A Question About a Rotating Line Helps Reveal What Makes Real Numbers Special
The Kakeya conjecture predicts how much room you need to point a line in every direction. In one number system after another — with one important exception — mathematicians have been proving it true.
How Can Infinitely Many Primes Be Infinitely Far Apart?
Mathematicians have been studying the distribution of prime numbers for thousands of years. Recent results about a curious kind of prime offer a new take on how spread out they can be.
How Do Mathematicians Know Their Proofs Are Correct?
What makes a proof stronger than a guess? What does evidence look like in the realm of mathematical abstraction? Hear the mathematician Melanie Matchett Wood explain how probability helps to guide number theorists toward certainty.

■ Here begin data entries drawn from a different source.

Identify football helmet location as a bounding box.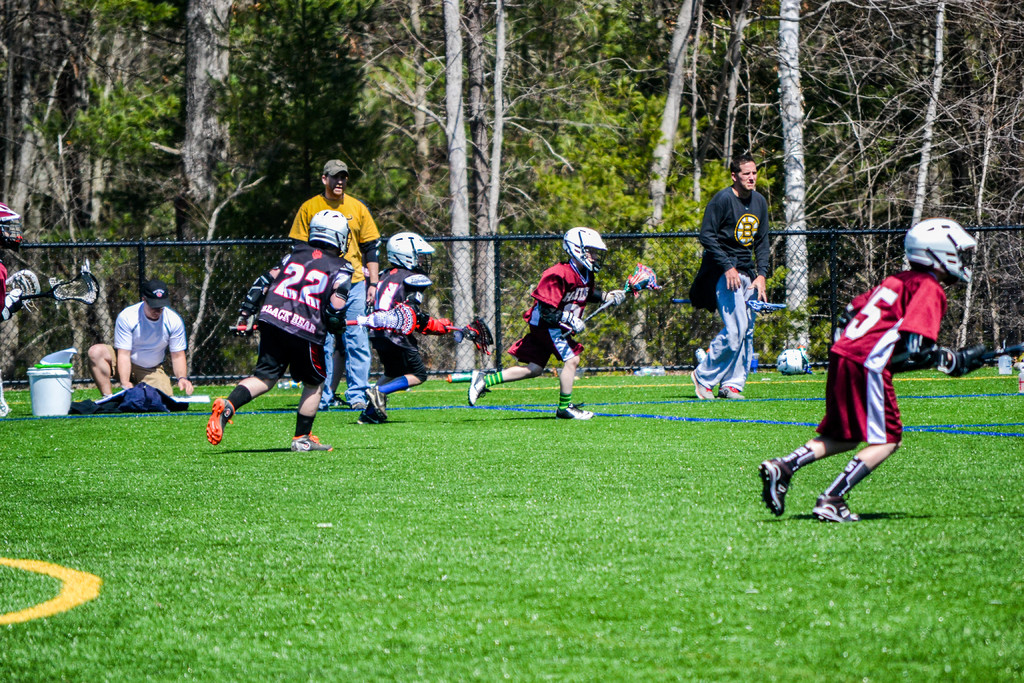
region(563, 224, 607, 272).
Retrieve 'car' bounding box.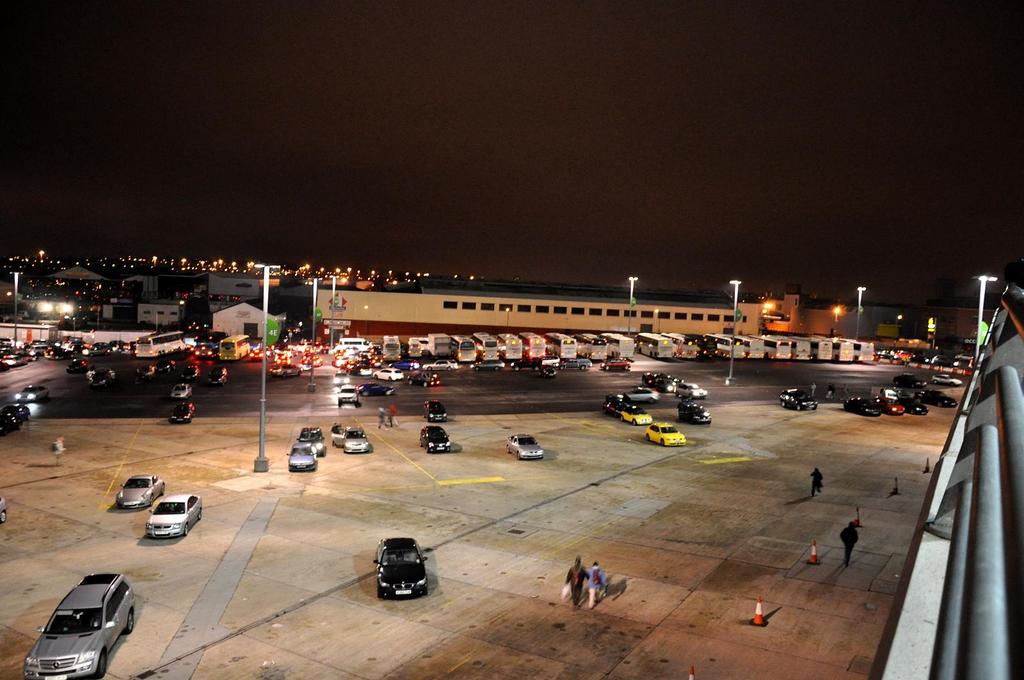
Bounding box: detection(22, 573, 136, 679).
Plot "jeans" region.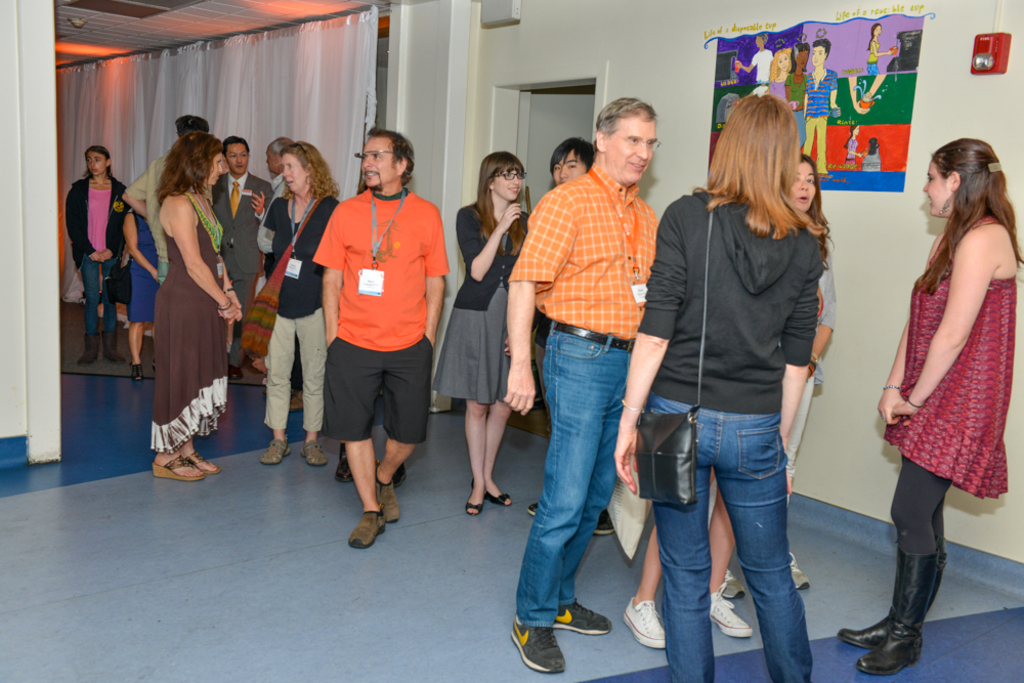
Plotted at {"left": 88, "top": 258, "right": 121, "bottom": 332}.
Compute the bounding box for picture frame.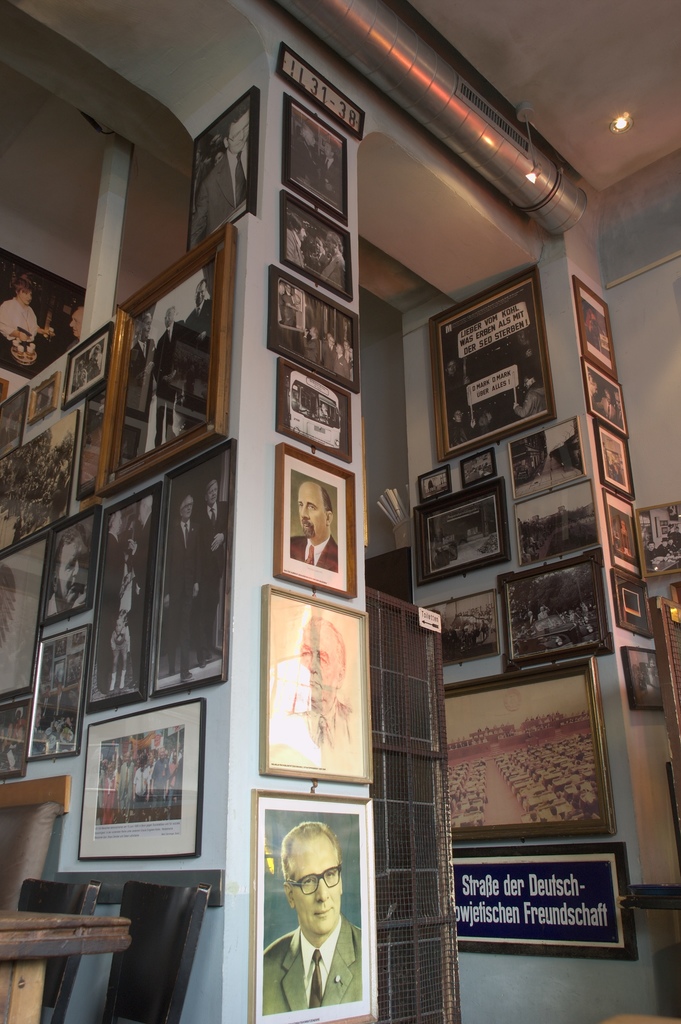
423:586:496:670.
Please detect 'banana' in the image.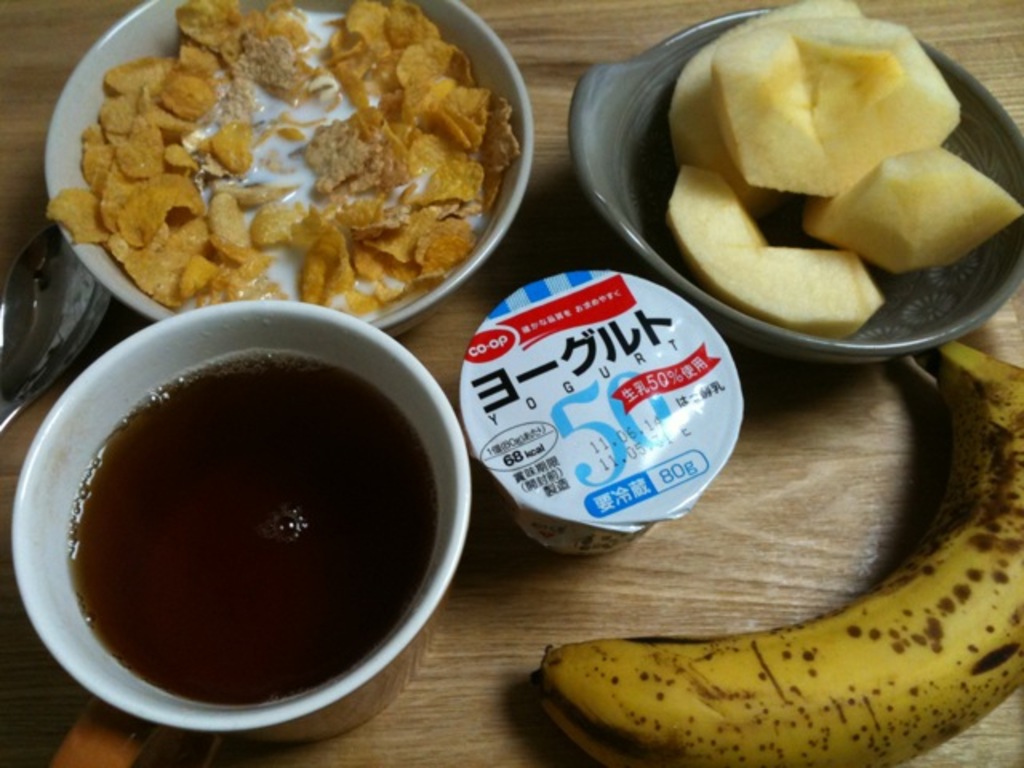
locate(528, 443, 1023, 757).
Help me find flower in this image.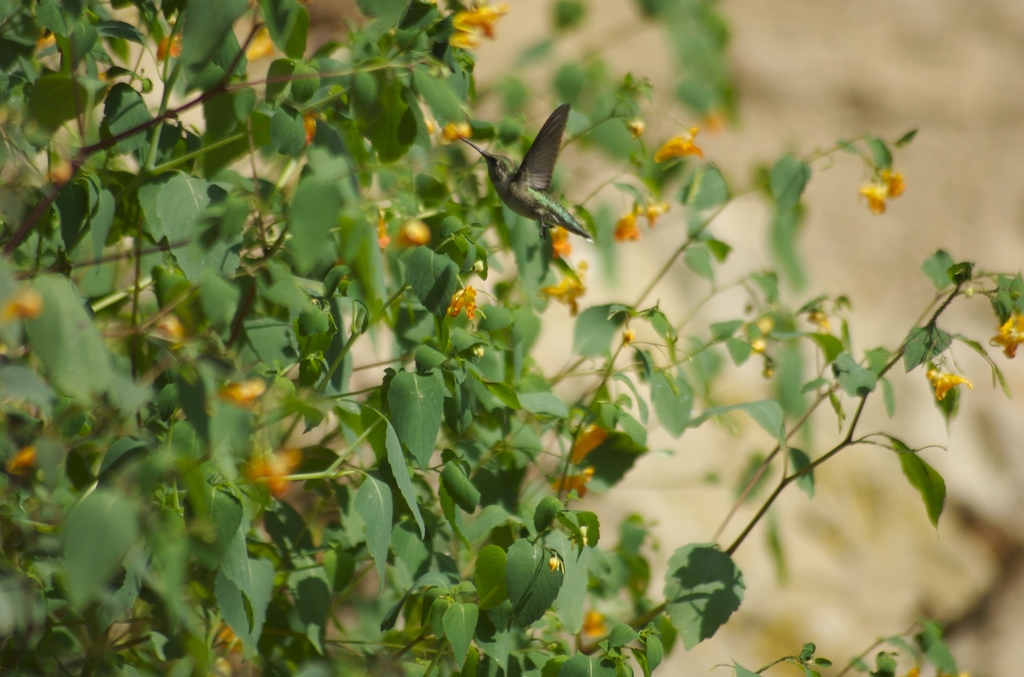
Found it: {"left": 447, "top": 284, "right": 496, "bottom": 325}.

A Solver of the Hardest Easy Problems About Prime Numbers
On his way to winning a Fields Medal, James Maynard has cut a path through simple-sounding questions about prime numbers that have stumped mathematicians for centuries.
Graduate Student’s Side Project Proves Prime Number Conjecture
Jared Duker Lichtman, 26, has proved a longstanding conjecture relating prime numbers to a broad class of “primitive” sets. To his adviser, it came as a “complete shock.”
Mathematicians Clear Hurdle in Quest to Decode Primes
Paul Nelson has solved the subconvexity problem, bringing mathematicians one step closer to understanding the Riemann hypothesis and the distribution of prime numbers.